A dystopian sci-fi satire that stars Robert Pattinson twice

He imbues his Mickeys with a certain amount of pathos and heft, but he’s not a character you will care about

Pattinson
(Warner Bros Pictures)

Mickey 17 is the latest film from the South Korean writer-director Bong Joon-ho, who won an Oscar for Parasite and made Snowpiercer and Okja. It’s a dystopian sci-fi satire starring Robert Pattinson twice over (all will be explained) but while it initially kicks some decent ideas around, it eventually descends into a cartoonish, sub-Armando Iannucci comic caper with, as far as I could ascertain, nothing fresh to say. It’s not the biggest disappointment I’ve had in my life but it’s up there.

The film is set some time in the future and Pattinson plays Mickey 17, a crew member on a space-colonization…

Mickey 17 is the latest film from the South Korean writer-director Bong Joon-ho, who won an Oscar for Parasite and made Snowpiercer and Okja. It’s a dystopian sci-fi satire starring Robert Pattinson twice over (all will be explained) but while it initially kicks some decent ideas around, it eventually descends into a cartoonish, sub-Armando Iannucci comic caper with, as far as I could ascertain, nothing fresh to say. It’s not the biggest disappointment I’ve had in my life but it’s up there.

The film is set some time in the future and Pattinson plays Mickey 17, a crew member on a space-colonization mission who, in the opening sequence, has fallen into a deep crevice on the ice planet that is Niflheim. (I’ve always had my reservations about Niflheim; ask anybody.) He is about to freeze to death but Mickey is accustomed to dying. He is an “expendable,” a person who is awarded the most dangerous jobs because if he dies, he’s immediately regenerated via 3D-printing technology with most of his memories intact. There have been sixteen previous iterations and he’s weary of it now. But how can he quit? Which iteration even is the real Mickey? These are some of the ideas that ultimately go unexplored.

The first act is strangely uncinematic as it relies on Mickey telling his story via an exposition-laden voiceover, which I always consider cheating. His backstory emerges as this: on Earth, some years ago, he’d set up a macaron business that went bust which led to him being pursued by murderous loan sharks. (I have always had my reservations about the macaron business.) As the loan sharks promise to hunt him to the ends of the Earth, he thinks it might be best if he flees Earth altogether. He signs up as an expendable without reading the small print — he’s not the smartest tool in the box — and quickly discovers that immortality, if we can call it that, isn’t all it’s cracked up to be. “I really hate dying,” he tells us. Some of his deaths have been the result of medical experiments involving, for example, unthinkable levels of radiation. “Tell us when your skin starts to blister, Mickey. Tell us when you go blind…” Grisly, but the jocular tone tells us not to take it seriously, and we don’t.

It’s not the biggest disappointment I’ve had in my life but it’s up there

The action is mostly set on the spaceship to Niflheim. The expedition’s commander is Kenneth Marshall, played by an over-the-top Mark Ruffalo in full-on populist-fascist mode. Marshall’s wife (Toni Colette, also over the top) is equally bonkers and cruel. They are determined to establish a colony that is “a pure white planet for superior people” even though this planet is beset by “creepers,” which burrow under the ice and look like giant earwigs with mandibles. I actually found them peculiarly endearing. (Their babies are adorable; legs like little chipolatas.) But creepers are the least of Mickey’s problems. The problem this time is that he hasn’t died. He has been presumed dead, however, and a Mickey 18 has been printed off. Hence two Pattinsons. And while Mickey 17 is a chump, Mickey 18 is a vicious bully. How come, when they have been downloaded with the same data? I didn’t get it, but unlike most sci-fi movies at least this one never puts its glaring inconsistencies down to “quantum flux,” so we must be thankful for that.

The story is based on a novel by Edward Ashton, whose starting point was philosophy’s “teletransportation paradox” (look it up). The film doesn’t touch on this, however, unlike Duncan Jones’s brilliantly smart Moon (2009). The satire — which takes a pop at everything from colonialism to corporate greed — is mostly heavy-handed and never funny enough. And though Pattinson imbues his Mickeys with a certain amount of pathos and heft, he’s not a character you can care about. Moon, I still remember. This, I’ve practically forgotten already.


● About this task: Leave the pictures out and give every entry again exactly.

━━━━━━━━━━━━━━━━

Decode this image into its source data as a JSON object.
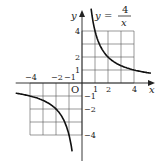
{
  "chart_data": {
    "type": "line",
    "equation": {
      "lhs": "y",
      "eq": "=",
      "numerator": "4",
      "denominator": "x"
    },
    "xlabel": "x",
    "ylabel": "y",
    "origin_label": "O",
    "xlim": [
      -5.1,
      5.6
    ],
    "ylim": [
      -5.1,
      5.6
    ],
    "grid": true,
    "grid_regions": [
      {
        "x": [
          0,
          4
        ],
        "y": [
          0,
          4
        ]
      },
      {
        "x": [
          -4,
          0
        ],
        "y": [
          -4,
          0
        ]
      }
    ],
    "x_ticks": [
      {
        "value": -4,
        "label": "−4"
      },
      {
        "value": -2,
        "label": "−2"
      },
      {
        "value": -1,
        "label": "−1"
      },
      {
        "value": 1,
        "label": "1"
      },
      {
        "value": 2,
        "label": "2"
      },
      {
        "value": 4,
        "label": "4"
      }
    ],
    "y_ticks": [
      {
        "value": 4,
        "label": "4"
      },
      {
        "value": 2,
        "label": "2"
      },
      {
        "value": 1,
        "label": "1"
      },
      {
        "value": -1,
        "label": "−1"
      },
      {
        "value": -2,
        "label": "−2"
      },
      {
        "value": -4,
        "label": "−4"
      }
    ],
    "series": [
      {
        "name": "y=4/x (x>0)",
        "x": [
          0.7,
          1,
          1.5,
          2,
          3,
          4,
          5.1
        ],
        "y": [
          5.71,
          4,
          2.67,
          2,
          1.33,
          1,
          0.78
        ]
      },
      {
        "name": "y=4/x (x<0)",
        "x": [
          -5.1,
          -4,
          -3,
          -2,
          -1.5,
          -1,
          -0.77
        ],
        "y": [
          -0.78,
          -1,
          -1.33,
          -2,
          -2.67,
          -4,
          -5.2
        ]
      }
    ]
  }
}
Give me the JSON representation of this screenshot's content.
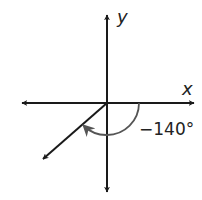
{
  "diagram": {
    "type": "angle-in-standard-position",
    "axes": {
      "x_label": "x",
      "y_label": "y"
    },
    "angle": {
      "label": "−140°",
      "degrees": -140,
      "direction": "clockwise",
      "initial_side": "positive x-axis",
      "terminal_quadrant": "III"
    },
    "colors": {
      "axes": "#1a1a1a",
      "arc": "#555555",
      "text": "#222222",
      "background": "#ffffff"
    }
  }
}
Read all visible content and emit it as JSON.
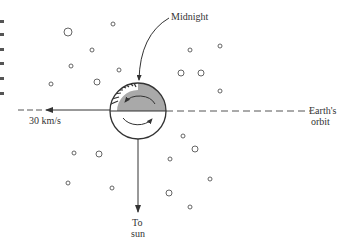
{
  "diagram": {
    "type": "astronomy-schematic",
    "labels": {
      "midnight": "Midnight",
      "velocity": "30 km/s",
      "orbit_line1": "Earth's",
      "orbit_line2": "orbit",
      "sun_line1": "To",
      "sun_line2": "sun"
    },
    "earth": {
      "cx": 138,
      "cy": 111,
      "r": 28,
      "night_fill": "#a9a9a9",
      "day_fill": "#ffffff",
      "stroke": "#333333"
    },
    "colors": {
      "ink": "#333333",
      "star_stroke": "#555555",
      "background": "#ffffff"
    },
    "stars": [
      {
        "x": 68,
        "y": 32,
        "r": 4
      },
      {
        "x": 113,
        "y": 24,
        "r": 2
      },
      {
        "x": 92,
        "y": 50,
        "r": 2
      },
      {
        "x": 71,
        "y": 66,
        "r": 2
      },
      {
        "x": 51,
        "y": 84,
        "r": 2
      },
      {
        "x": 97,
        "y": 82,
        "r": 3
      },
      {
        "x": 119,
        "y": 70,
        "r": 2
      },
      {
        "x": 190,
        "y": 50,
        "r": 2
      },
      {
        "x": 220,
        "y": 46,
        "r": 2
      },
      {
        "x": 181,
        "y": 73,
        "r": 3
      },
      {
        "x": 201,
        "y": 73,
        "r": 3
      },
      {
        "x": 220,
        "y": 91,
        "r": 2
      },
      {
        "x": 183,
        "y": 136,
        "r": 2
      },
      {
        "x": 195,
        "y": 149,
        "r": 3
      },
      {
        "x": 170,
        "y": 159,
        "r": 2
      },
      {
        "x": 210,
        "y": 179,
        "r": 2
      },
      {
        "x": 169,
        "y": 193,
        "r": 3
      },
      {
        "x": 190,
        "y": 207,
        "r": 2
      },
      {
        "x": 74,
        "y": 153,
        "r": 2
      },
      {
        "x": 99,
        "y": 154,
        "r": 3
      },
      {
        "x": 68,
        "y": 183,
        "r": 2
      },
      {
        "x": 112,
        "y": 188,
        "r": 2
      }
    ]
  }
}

━━━━━━━━━━━━━━━━

● Your solution:
Decode this image into its source data as a JSON object.
{
  "chart_data": {
    "type": "line",
    "equation": {
      "lhs": "y",
      "eq": "=",
      "numerator": "4",
      "denominator": "x"
    },
    "xlabel": "x",
    "ylabel": "y",
    "origin_label": "O",
    "xlim": [
      -5.1,
      5.6
    ],
    "ylim": [
      -5.1,
      5.6
    ],
    "grid": true,
    "grid_regions": [
      {
        "x": [
          0,
          4
        ],
        "y": [
          0,
          4
        ]
      },
      {
        "x": [
          -4,
          0
        ],
        "y": [
          -4,
          0
        ]
      }
    ],
    "x_ticks": [
      {
        "value": -4,
        "label": "−4"
      },
      {
        "value": -2,
        "label": "−2"
      },
      {
        "value": -1,
        "label": "−1"
      },
      {
        "value": 1,
        "label": "1"
      },
      {
        "value": 2,
        "label": "2"
      },
      {
        "value": 4,
        "label": "4"
      }
    ],
    "y_ticks": [
      {
        "value": 4,
        "label": "4"
      },
      {
        "value": 2,
        "label": "2"
      },
      {
        "value": 1,
        "label": "1"
      },
      {
        "value": -1,
        "label": "−1"
      },
      {
        "value": -2,
        "label": "−2"
      },
      {
        "value": -4,
        "label": "−4"
      }
    ],
    "series": [
      {
        "name": "y=4/x (x>0)",
        "x": [
          0.7,
          1,
          1.5,
          2,
          3,
          4,
          5.1
        ],
        "y": [
          5.71,
          4,
          2.67,
          2,
          1.33,
          1,
          0.78
        ]
      },
      {
        "name": "y=4/x (x<0)",
        "x": [
          -5.1,
          -4,
          -3,
          -2,
          -1.5,
          -1,
          -0.77
        ],
        "y": [
          -0.78,
          -1,
          -1.33,
          -2,
          -2.67,
          -4,
          -5.2
        ]
      }
    ]
  }
}
Give me the JSON representation of this screenshot's content.
{
  "diagram": {
    "type": "angle-in-standard-position",
    "axes": {
      "x_label": "x",
      "y_label": "y"
    },
    "angle": {
      "label": "−140°",
      "degrees": -140,
      "direction": "clockwise",
      "initial_side": "positive x-axis",
      "terminal_quadrant": "III"
    },
    "colors": {
      "axes": "#1a1a1a",
      "arc": "#555555",
      "text": "#222222",
      "background": "#ffffff"
    }
  }
}
Read all visible content and emit it as JSON.
{
  "diagram": {
    "type": "astronomy-schematic",
    "labels": {
      "midnight": "Midnight",
      "velocity": "30 km/s",
      "orbit_line1": "Earth's",
      "orbit_line2": "orbit",
      "sun_line1": "To",
      "sun_line2": "sun"
    },
    "earth": {
      "cx": 138,
      "cy": 111,
      "r": 28,
      "night_fill": "#a9a9a9",
      "day_fill": "#ffffff",
      "stroke": "#333333"
    },
    "colors": {
      "ink": "#333333",
      "star_stroke": "#555555",
      "background": "#ffffff"
    },
    "stars": [
      {
        "x": 68,
        "y": 32,
        "r": 4
      },
      {
        "x": 113,
        "y": 24,
        "r": 2
      },
      {
        "x": 92,
        "y": 50,
        "r": 2
      },
      {
        "x": 71,
        "y": 66,
        "r": 2
      },
      {
        "x": 51,
        "y": 84,
        "r": 2
      },
      {
        "x": 97,
        "y": 82,
        "r": 3
      },
      {
        "x": 119,
        "y": 70,
        "r": 2
      },
      {
        "x": 190,
        "y": 50,
        "r": 2
      },
      {
        "x": 220,
        "y": 46,
        "r": 2
      },
      {
        "x": 181,
        "y": 73,
        "r": 3
      },
      {
        "x": 201,
        "y": 73,
        "r": 3
      },
      {
        "x": 220,
        "y": 91,
        "r": 2
      },
      {
        "x": 183,
        "y": 136,
        "r": 2
      },
      {
        "x": 195,
        "y": 149,
        "r": 3
      },
      {
        "x": 170,
        "y": 159,
        "r": 2
      },
      {
        "x": 210,
        "y": 179,
        "r": 2
      },
      {
        "x": 169,
        "y": 193,
        "r": 3
      },
      {
        "x": 190,
        "y": 207,
        "r": 2
      },
      {
        "x": 74,
        "y": 153,
        "r": 2
      },
      {
        "x": 99,
        "y": 154,
        "r": 3
      },
      {
        "x": 68,
        "y": 183,
        "r": 2
      },
      {
        "x": 112,
        "y": 188,
        "r": 2
      }
    ]
  }
}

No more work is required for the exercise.